Continental has generally competed well against the rising tide of low-cost carriers as the company’s chapter 22 (i.e., two prior chapter 11 cases) case tends to focus management on lean operations. Nevetheless, management reported that the company will have to cut costs beyond its original projection of $900 million annually to offset lower than expected ticket prices and high fuel costs.
A day earlier, Delta Air Lines reported a higher-than-expected loss of $1.96 billion for the second quarter, with weak fares undercutting a surge in passengers that pushed traffic to its highest level since the summer of 2000. Delta is the prime prospect to be the next American carrier to land in chapter 11.

Southwest Airlines CEO resigns

James F. Parker, Dallas-based Southwest Airlines’ CEO, unexpectedly resigned yesterday after just three years. The publicly stated reason for the resignation was the ubiquitous “personal reasons,” such as the “draining” nature of the job. Airline CEO’s are becoming as disposable as football coaches. Mr. Parker becomes the sixth major airline CEO to step down since the 9/11 attacks.
However, the resignation coincidentally came just hours after Southwest reported that its second-quarter earnings had fallen 54%, although that dip was attributable mainly to labor-related charges in the current quarter and a onetime gain a year earlier. Nevertheless, as with the entire airline industry, Southwest has been troubled by labor troubles, higher operating costs and terrorism concerns since the 9/11 attacks. Moreover, although it pioneered the no-frills, low-cost approach, Southwest faces increased competition from new low-cost upstarts who have chased its business and kept fares under pressure.
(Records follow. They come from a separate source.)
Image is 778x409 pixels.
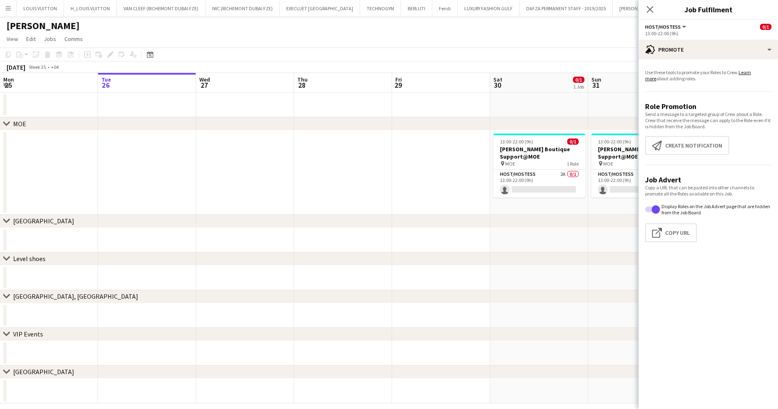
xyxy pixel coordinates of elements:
[590,80,601,90] span: 31
[13,120,26,128] div: MOE
[492,80,502,90] span: 30
[13,368,74,376] div: [GEOGRAPHIC_DATA]
[432,0,458,16] button: Fendi
[639,40,778,59] div: Promote
[23,34,39,44] a: Edit
[493,134,585,198] app-job-card: 13:00-22:00 (9h)0/1[PERSON_NAME] Boutique Support@MOE MOE1 RoleHost/Hostess2A0/113:00-22:00 (9h)
[645,136,729,155] button: Create notification
[51,64,59,70] div: +04
[645,30,771,37] div: 13:00-22:00 (9h)
[520,0,613,16] button: DAFZA PERMANENT STAFF - 2019/2025
[639,4,778,15] h3: Job Fulfilment
[3,34,21,44] a: View
[360,0,401,16] button: TECHNOGYM
[64,35,83,43] span: Comms
[591,134,683,198] app-job-card: 13:00-22:00 (9h)0/1[PERSON_NAME] Boutique Support@MOE MOE1 RoleHost/Hostess0/113:00-22:00 (9h)
[394,80,402,90] span: 29
[567,161,579,167] span: 1 Role
[100,80,111,90] span: 26
[44,35,56,43] span: Jobs
[760,24,771,30] span: 0/1
[13,217,74,225] div: [GEOGRAPHIC_DATA]
[117,0,205,16] button: VAN CLEEF (RICHEMONT DUBAI FZE)
[280,0,360,16] button: EXECUJET [GEOGRAPHIC_DATA]
[500,139,533,145] span: 13:00-22:00 (9h)
[645,111,771,130] p: Send a message to a targeted group of Crew about a Role. Crew that receive the message can apply ...
[645,224,697,242] button: Copy Url
[567,139,579,145] span: 0/1
[13,292,138,301] div: [GEOGRAPHIC_DATA], [GEOGRAPHIC_DATA]
[2,80,14,90] span: 25
[3,76,14,83] span: Mon
[64,0,117,16] button: H_LOUIS VUITTON
[493,170,585,198] app-card-role: Host/Hostess2A0/113:00-22:00 (9h)
[61,34,86,44] a: Comms
[645,102,771,111] h3: Role Promotion
[660,203,771,216] label: Display Roles on the Job Advert page that are hidden from the Job Board
[591,170,683,198] app-card-role: Host/Hostess0/113:00-22:00 (9h)
[401,0,432,16] button: BERLUTI
[26,35,36,43] span: Edit
[199,76,210,83] span: Wed
[205,0,280,16] button: IWC (RICHEMONT DUBAI FZE)
[645,69,751,82] a: Learn more
[17,0,64,16] button: LOUIS VUITTON
[598,139,631,145] span: 13:00-22:00 (9h)
[296,80,308,90] span: 28
[645,24,687,30] button: Host/Hostess
[591,146,683,160] h3: [PERSON_NAME] Boutique Support@MOE
[41,34,59,44] a: Jobs
[505,161,515,167] span: MOE
[458,0,520,16] button: LUXURY FASHION GULF
[27,64,48,70] span: Week 35
[645,175,771,185] h3: Job Advert
[7,63,25,71] div: [DATE]
[13,255,46,263] div: Level shoes
[573,84,584,90] div: 1 Job
[7,35,18,43] span: View
[7,20,80,32] h1: [PERSON_NAME]
[613,0,661,16] button: [PERSON_NAME]
[591,76,601,83] span: Sun
[297,76,308,83] span: Thu
[645,69,771,82] p: Use these tools to promote your Roles to Crew. about adding roles.
[645,24,681,30] span: Host/Hostess
[101,76,111,83] span: Tue
[13,330,43,338] div: VIP Events
[493,146,585,160] h3: [PERSON_NAME] Boutique Support@MOE
[395,76,402,83] span: Fri
[573,77,584,83] span: 0/1
[493,76,502,83] span: Sat
[603,161,613,167] span: MOE
[645,185,771,197] p: Copy a URL that can be pasted into other channels to promote all the Roles available on this Job.
[198,80,210,90] span: 27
Mr. Parker’s undoing probably was due to the acrimonious labor contract talks with the flight attendants union that the CEO complained became “personal” and “off track.” They were were settled only with the involvement of an outside mediator and the company’s hard-charging co-founder and chairman, Herbert D. Kelleher, whom Mr. Parker had to bring in as lead negotiator in the labor negotiations.
Mr. Parker had been seen as a transitional CEO, who definitely had a tough act to follow in Mr. Kelleher. The charismatic Mr. Kelleher had worked hard to build personal rapport with employees and won popularity on Wall Street with his pioneering low-cost approach. The two men were longtime associates who began working together 30 years ago at a San Antonio law firm and Mr. Parker was for years known as Southwest’s coordinator of big projects such as leading Southwest’s successful opposition to a high-speed rail project in Texas. But Mr. Parker had also been largely in the background while Mr. Kelleher became the company’s public face.
Chief Financial Officer Gary Kelly, who is 49, was named to replace Mr. Parker as CEO. Mr. Kelly was responsible for negotiating protective price hedges against higher fuel prices that saved Southwest hundreds of millions of dollars as other carriers suffered higher fuel costs.
The scuttlebutt within the industry is that the Southwest board and Mr. Kelleher had become frustrated by the tenor of labor relations at the airline over the past few years. If true, it’s understandable that Mr. Kelleher would have a hard time comprehending why it took two years of negotiations to settle an agreement that he and the union were able to settle in two months once Mr. Kellerher got involved.